Perhaps, but it is not certain. It is clear, though, that in education, as in politics, partnership is better than partisanship. A limited voucher program like Milwaukee’s is a practical demonstration of that ideal of partnership. It does no harm to the far larger public school system because it enrolls a relatively small percentage of the city’s children and really takes no money away from public schools. Milwaukee would have to find places and funds for 8,000 additional students if the voucher schools close tomorrow. Furthermore, the vouchers cost less than the per-pupil spending in Milwaukee public schools.

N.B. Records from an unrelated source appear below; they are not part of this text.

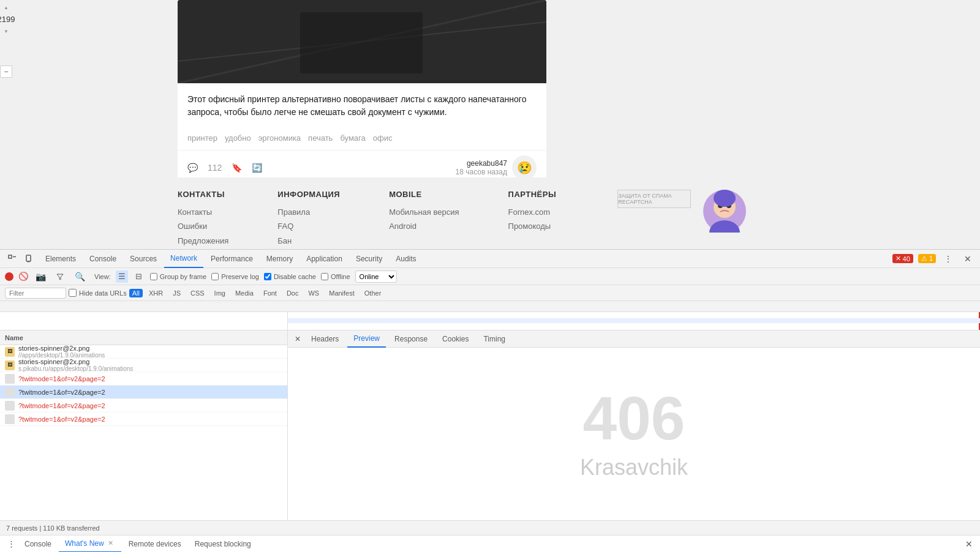  I want to click on tag-bumaga: бумага, so click(353, 138).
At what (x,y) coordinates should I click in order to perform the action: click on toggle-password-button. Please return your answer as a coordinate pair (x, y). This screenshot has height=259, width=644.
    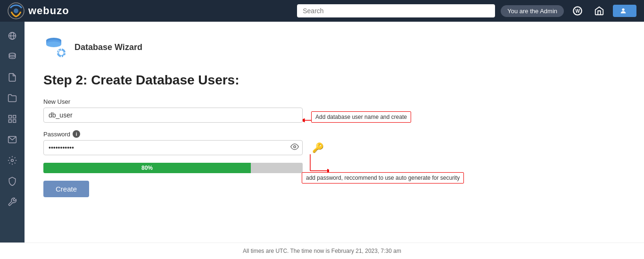
    Looking at the image, I should click on (295, 148).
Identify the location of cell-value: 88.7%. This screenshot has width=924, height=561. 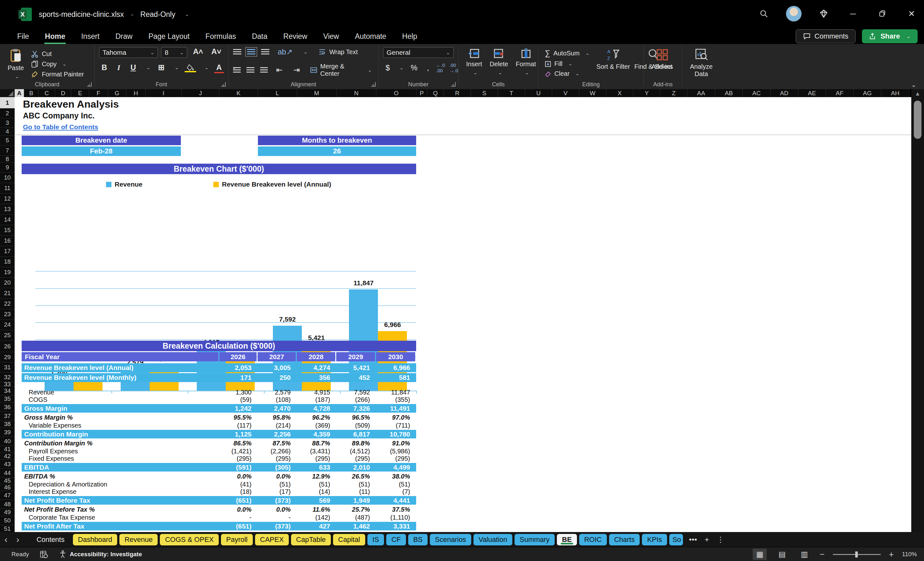
(315, 443).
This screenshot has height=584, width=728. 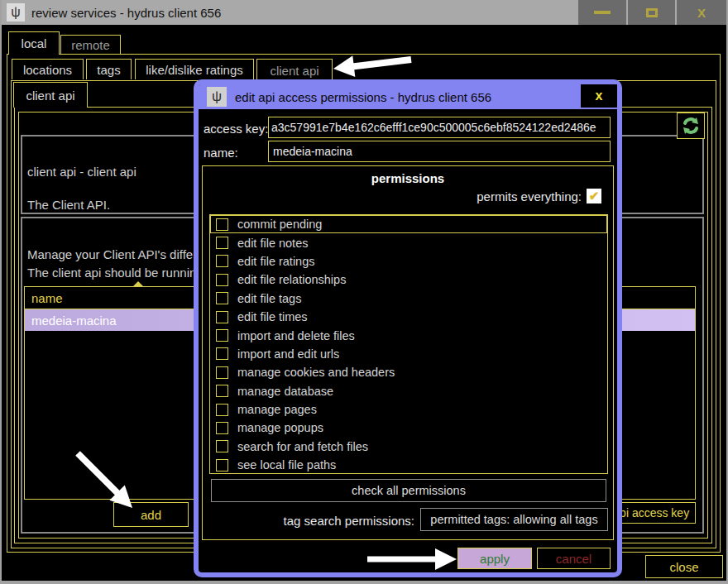 I want to click on tab-tags: tags, so click(x=109, y=69).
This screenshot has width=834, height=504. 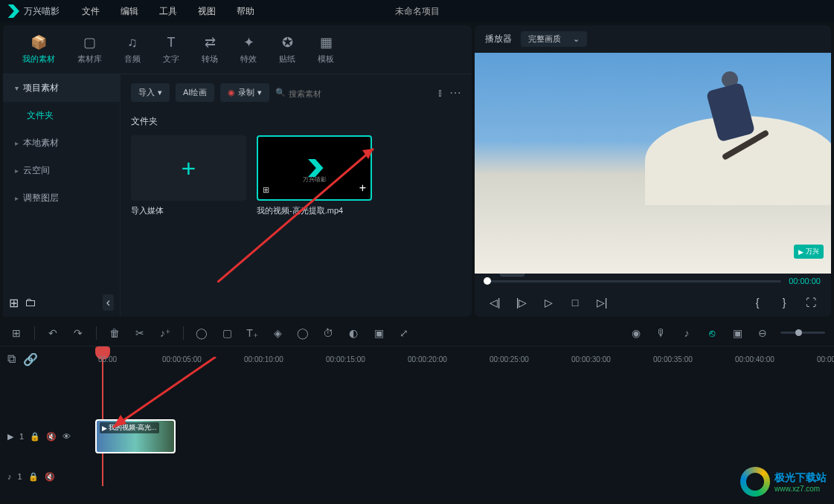 What do you see at coordinates (78, 333) in the screenshot?
I see `redo-button: ↷` at bounding box center [78, 333].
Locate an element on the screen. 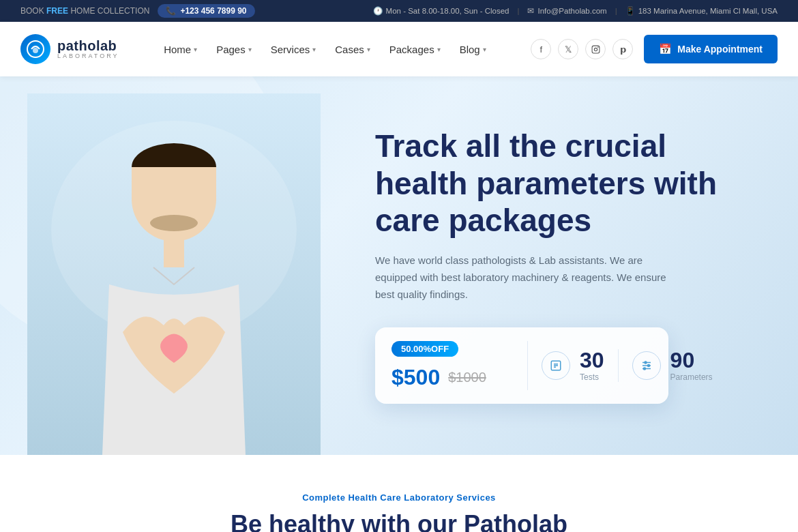 Image resolution: width=798 pixels, height=532 pixels. top-bar-right: 🕐 Mon - Sat 8.00-18.00, Sun - Closed | ✉… is located at coordinates (576, 11).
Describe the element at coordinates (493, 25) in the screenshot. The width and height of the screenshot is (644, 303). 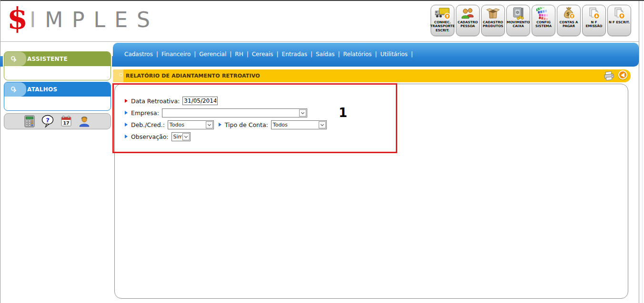
I see `toolbar-button-label: CADASTRO PRODUTOS` at that location.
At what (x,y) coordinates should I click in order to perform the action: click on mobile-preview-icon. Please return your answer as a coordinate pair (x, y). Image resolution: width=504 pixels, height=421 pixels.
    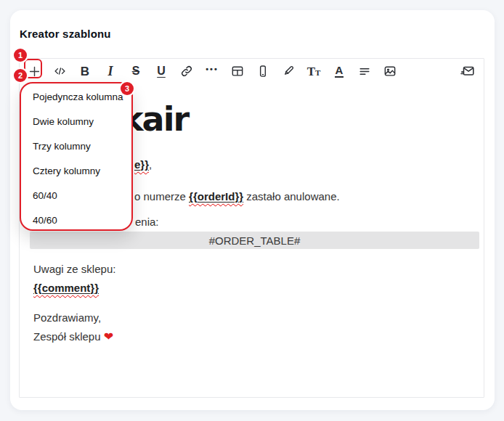
    Looking at the image, I should click on (263, 71).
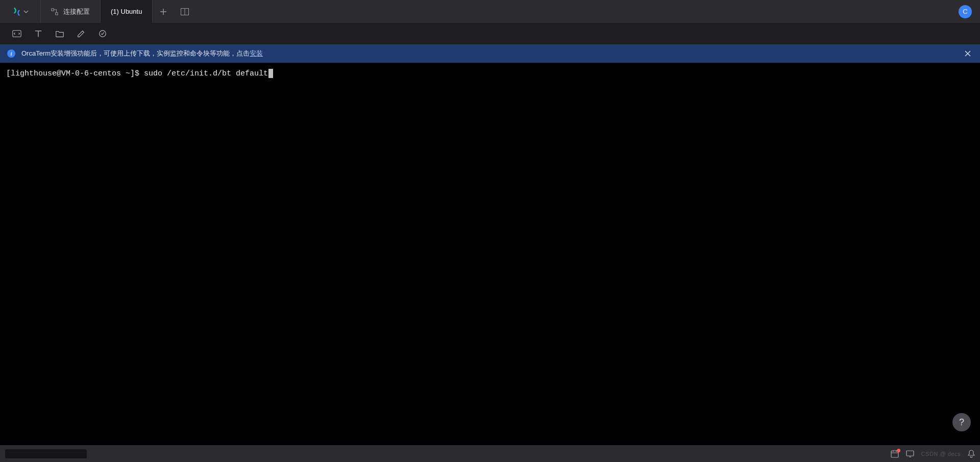  What do you see at coordinates (965, 12) in the screenshot?
I see `avatar-circle: C` at bounding box center [965, 12].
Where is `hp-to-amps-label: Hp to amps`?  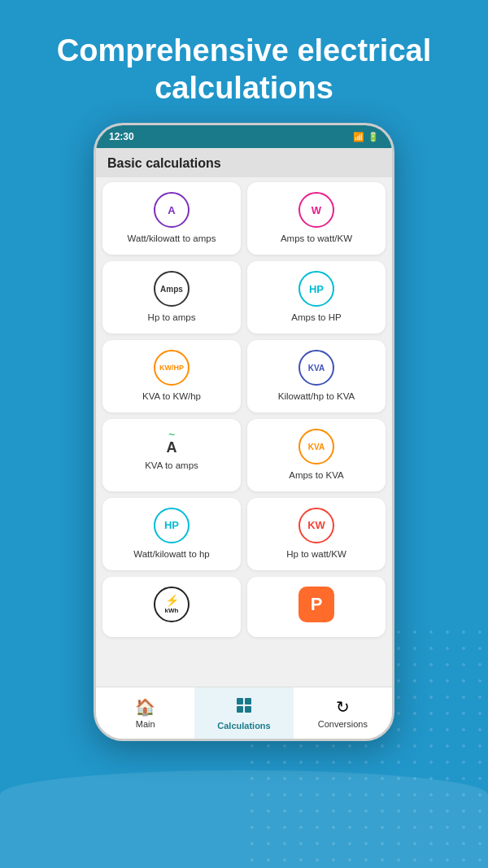
hp-to-amps-label: Hp to amps is located at coordinates (172, 317).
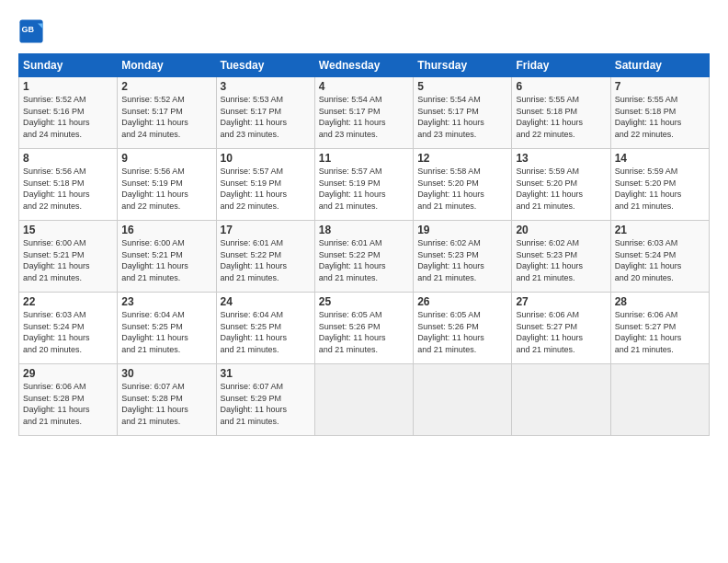 This screenshot has height=563, width=728. Describe the element at coordinates (265, 113) in the screenshot. I see `calendar-cell: 3Sunrise: 5:53 AMSunset: 5:17 PMDaylight…` at that location.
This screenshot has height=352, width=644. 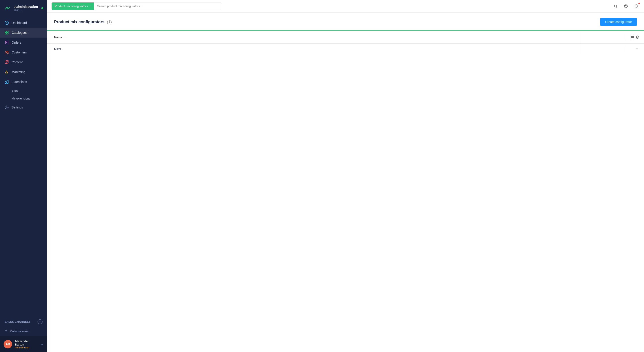 I want to click on page-title-text: Product mix configurators, so click(x=79, y=22).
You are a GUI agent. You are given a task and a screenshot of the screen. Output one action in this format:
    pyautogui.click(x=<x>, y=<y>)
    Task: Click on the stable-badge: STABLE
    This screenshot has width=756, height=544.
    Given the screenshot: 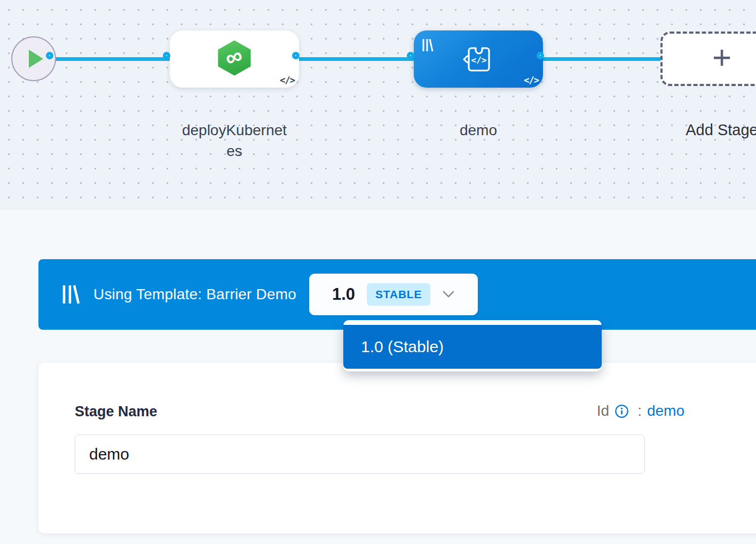 What is the action you would take?
    pyautogui.click(x=398, y=294)
    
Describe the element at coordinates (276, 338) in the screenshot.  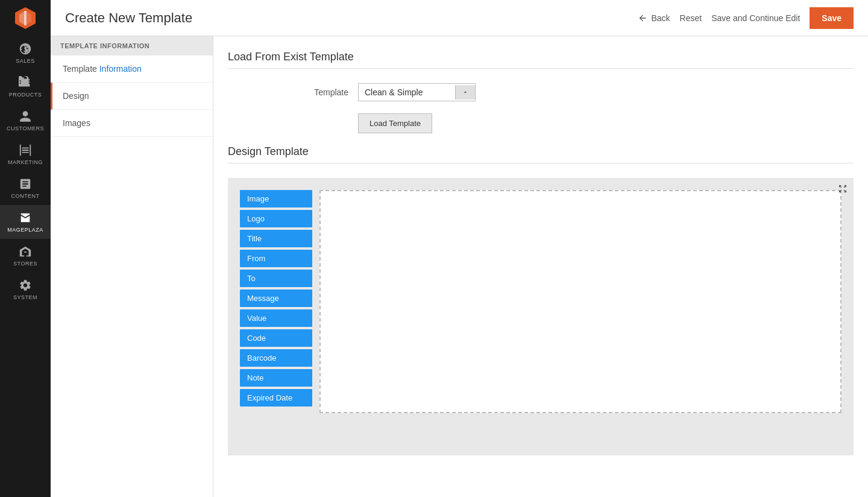
I see `block-btn-code: Code` at that location.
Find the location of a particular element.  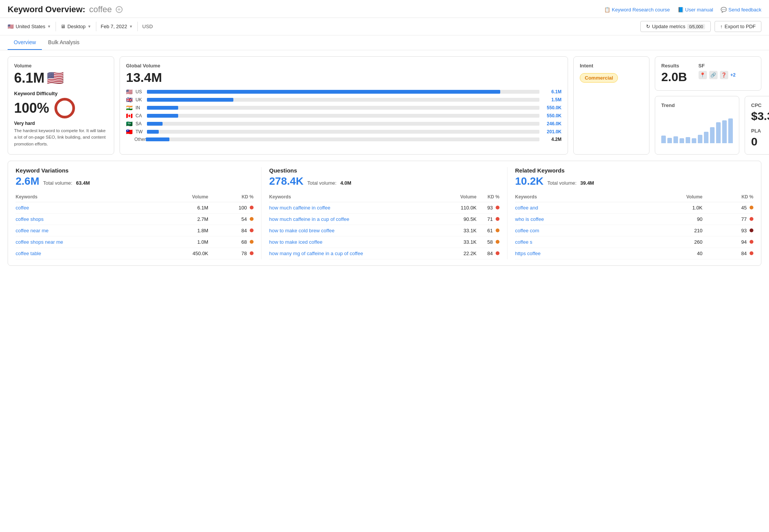

trend-cpc-row: Trend is located at coordinates (708, 125).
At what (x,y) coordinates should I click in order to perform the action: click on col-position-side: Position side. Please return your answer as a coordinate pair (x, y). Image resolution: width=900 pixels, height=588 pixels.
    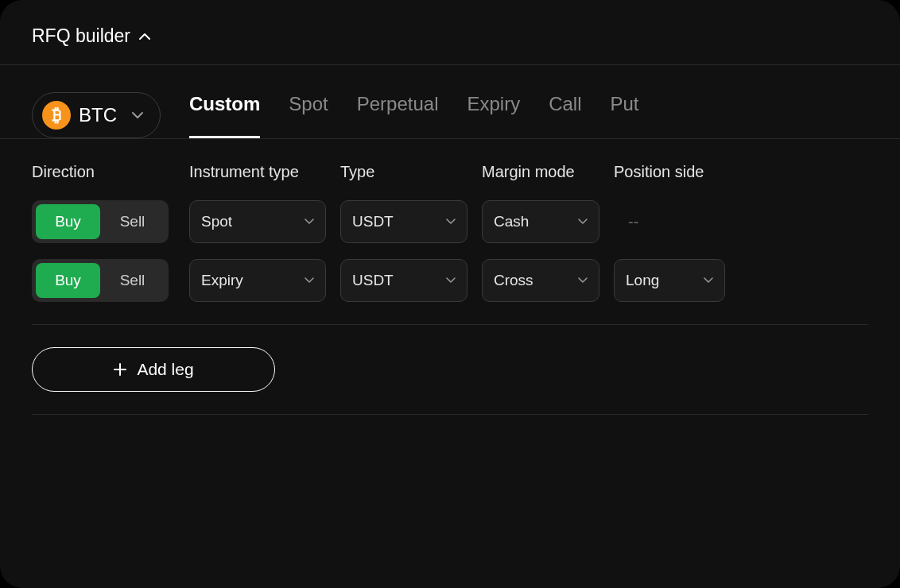
    Looking at the image, I should click on (669, 173).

On the other hand, a voucher program effectively acknowledges the priority of parental rights in education. It also gives poor families an alternative when they find that the public schools in their blighted neighborhoods are failing.

You do not have to be a conservative Republican to appreciate the argument. Former Senator Bill Bradley is not an unreserved supporter of school vouchers, but when he was in Congress he voted for a voucher program for low-income families in the District of Columbia. He explained that vote when he was interviewed last September by ABC-TV’s “This Week.” “I support the experiments that are going on in Milwaukee and in Cleveland,” he said, “because I think that we can’t leave anything unturned if what we’re going to try to do is try to help the public schools of urban America.” With that much, even Bob Chase of the N.E.A. might agree.        

Comments are automatically closed two weeks after an article's initial publication. See our comments policy for more.
17 years 10 months ago
With regard to the article by John W. Donohue, S.J., “School Tales from Two Cities” (3/18), I believe the fundamental flaw in all arguments in support of tax credit comes from a misunderstanding of what a public service is. Governments need to provide education for our children, and that is supported by tax dollars, just as are other public services such as roads, public transportation, police, etc. If you don’t like the quality of these you can often pay money to afford a better standard for yourself. What I believe is really at issue is parents’ not wanting to feel that they are paying twice for their children’s education: once in taxes and once to a Catholic school. Having been single and having paid large taxes that mainly went to the public school system, perhaps I can offer a perspective: A good public school system protects the value of your home; a good Catholic education protects the value of your children. Don’t confuse the two.

17 years 10 months ago
With regard to the article by John W. Donohue, S.J., “School Tales from Two Cities” (3/18), I believe the fundamental flaw in all arguments in support of tax credit comes from a misunderstanding of what a public service is. Governments need to provide education for our children, and that is supported by tax dollars, just as are other public services such as roads, public transportation, police, etc. If you don’t like the quality of these you can often pay money to afford a better standard for yourself. What I believe is really at issue is parents’ not wanting to feel that they are paying twice for their children’s education: once in taxes and once to a Catholic school. Having been single and having paid large taxes that mainly went to the public school system, perhaps I can offer a perspective: A good public school system protects the value of your home; a good Catholic education protects the value of your children. Don’t confuse the two.